This is taken from a Michael Goundrey's film "Is the man who is tall happy". Check it out.
@vampireducks16225 жыл бұрын
Thanks for the reference. The most useful comment on here.
@redlady9353 жыл бұрын
Thank you
@HoHo-jx1yu7 жыл бұрын
HOLY SHIT. AFTER REPLAYING THIS VIDEO LIKE 20 TIMES I FINALLY REALIZED WHAT CHOMSKY MEANT. AND WHEN I FINALLY DID IT FELT INSANE
@kennethgutman34655 жыл бұрын
I've been a fan of Chomsky ever since I found out about his invalidation of Skinner's claim to have reduced children's acquiring their native language to Pavlovian conditioning alone. BUT ... I strongly suspect he occasionally indulges in sheer blarney just for the sport of it -- especially hearing avid fans trying to grasp the sense of such nonsense. It might be his favorite recreation.
@hotstixx4 жыл бұрын
@@kennethgutman3465 He is not self indulgent at all..quite the opposite.
@samdelahunty15062 жыл бұрын
It took me psychadelics and it clicked in a massive way!
@hoogmonster2 жыл бұрын
Welcome to the matrix...
@madmanga647 жыл бұрын
He missed the point of Chomsky example of the moon illusion but at the same time proved his point you can know every aspect of what is causing the moon illusion but your brain still interpreted it as being bigger at the horizon even though you know it's not because the brains capacity in terms of Viewing has a fixed scope ....so what else in the brain has a fixed scope ? 🤔
@jones13518 жыл бұрын
Damn, this shit is deep.
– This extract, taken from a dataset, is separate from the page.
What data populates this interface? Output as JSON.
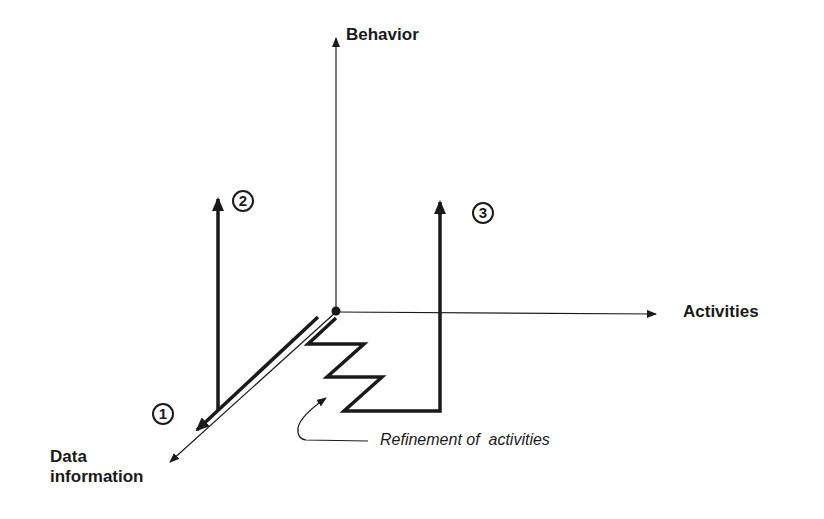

The ability/willingness to be curious about things we've been taking for granted. Powerful. It says (to me anyway) that true A.I. is a long, long way off. We don't have much of a clue about how we do it. We're barely asking the right questions. So, how can we program a machine to do it. HBO's 'West World' is turning out to be some good interesting fiction. But, it's just that - fiction.
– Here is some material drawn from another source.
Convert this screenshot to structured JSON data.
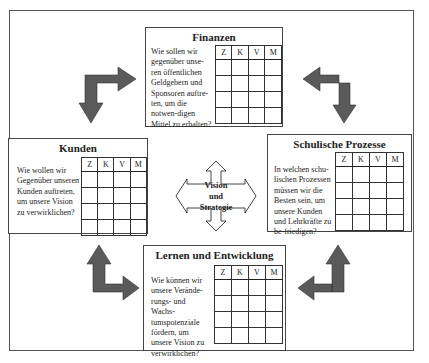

@masonainsworth3 жыл бұрын
This reminds me of the Buddhist conception of the Two Truths and the premise of "ultimate reality" as "emptiness", a rarified technical philosophical description where "consciousness" plays a profound role as a collaborative integrated element of this "ultimate reality".
@nicholasdarraugh76267 жыл бұрын
Thank you! Thank you very [very] much!
@peterandjoycevanbreemen60011 ай бұрын
Listen to Psychic Continuity II before you decide what Chomsky means.
@johmhelen61916 жыл бұрын
After understanding Chomsky, Im just creeped out.
@coreycox23453 жыл бұрын
I had a similar metanoia that changed my world view. Who would trade such a thing, Johm Helen?
@ridicule13133 жыл бұрын
@@coreycox2345 wow dope ass word Im gonna use that now
@bntagkas5 жыл бұрын
if im understanding it correctly, this could tie to the fact that some experiment showed that people born with fewer limbs, still felt the same sensation as people who lost a limb in some later point in life, called phantom limb syndrome
@ItinerantIntrovert6 жыл бұрын
Time, space, gravity, words. All follow the structure of our minds.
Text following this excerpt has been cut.